Study chair details top 10 findings of CATT
WAIKOLOA, Hawaii — The lead author of the Comparison of Age-Related Macular Degeneration Treatment Trials presented the top 10 study findings here.
“In general, physicians who use a lot of Lucentis tend to look at this data and see differences, and Avastin users tend to look at this data and see similarities,” Daniel F. Martin, MD, said at Retina 2013.

Daniel F. Martin, MD
The findings include that Lucentis (ranibizumab, Genentech) and Avastin (bevacizumab, Genentech) were equivalent in visual acuity outcomes at the conclusion of the first year of the study and that an as-needed treatment regimen of either drug produces excellent visual acuity results, albeit a mean gain of 2.4 letters less than a monthly treatment regimen.
“The bottom line is that in every piece of data I can find, these two drugs are the same for visual acuity,” Martin said.
As-needed dosing resulted in 10 fewer injections over the course of 2 years, and if a physician chooses monthly dosing for the small visual acuity benefit, then this regimen must continue indefinitely.
Martin also said almost all cases of endophthalmitis were in patients on a monthly dosing regimen.
Monthly dosing does not appear to reliably alter choroidal neovascularization anatomically, he said. There is also no evidence that three monthly injections are necessary to initiate therapy, and CATT data mandates the need for only one injection.
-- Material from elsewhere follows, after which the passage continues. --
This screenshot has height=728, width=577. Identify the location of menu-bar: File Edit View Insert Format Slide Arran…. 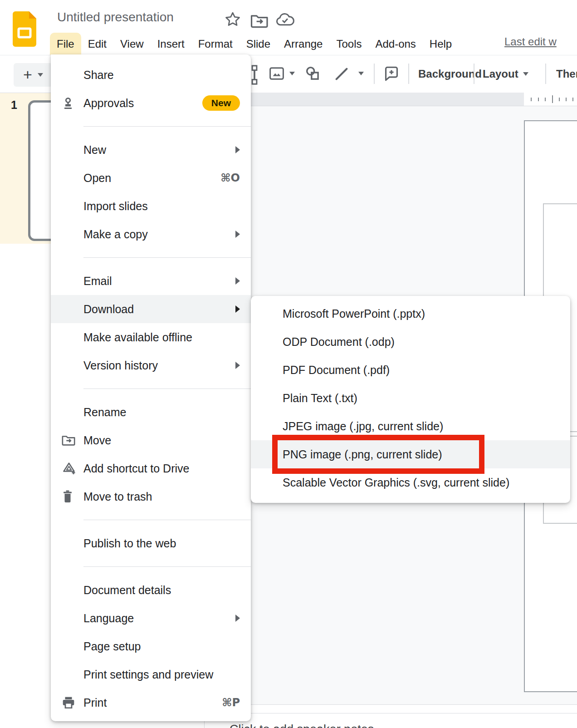
(254, 44).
Monthly dosing of ranibizumab produces the greatest decrease in retinal thickness, fluid, leakage and lesion growth; however, ranibizumab monthly also produces a higher rate of very thin retinas at 1 year of treatment and a higher incidence of geographic atrophy at 2 years of treatment.
Also through 2 years of treatment, no difference was recorded between the drugs regarding rates of death, myocardial infarction or stroke.
The data showed that the specific alleles that may predict the development of AMD do not predict a patient’s response to therapy with ranibizumab or bevacizumab.
The higher price of ranibizumab over bevacizumab was also noted as a prominent finding by Martin.
Disclosure: Martin has no relevant financial disclosures.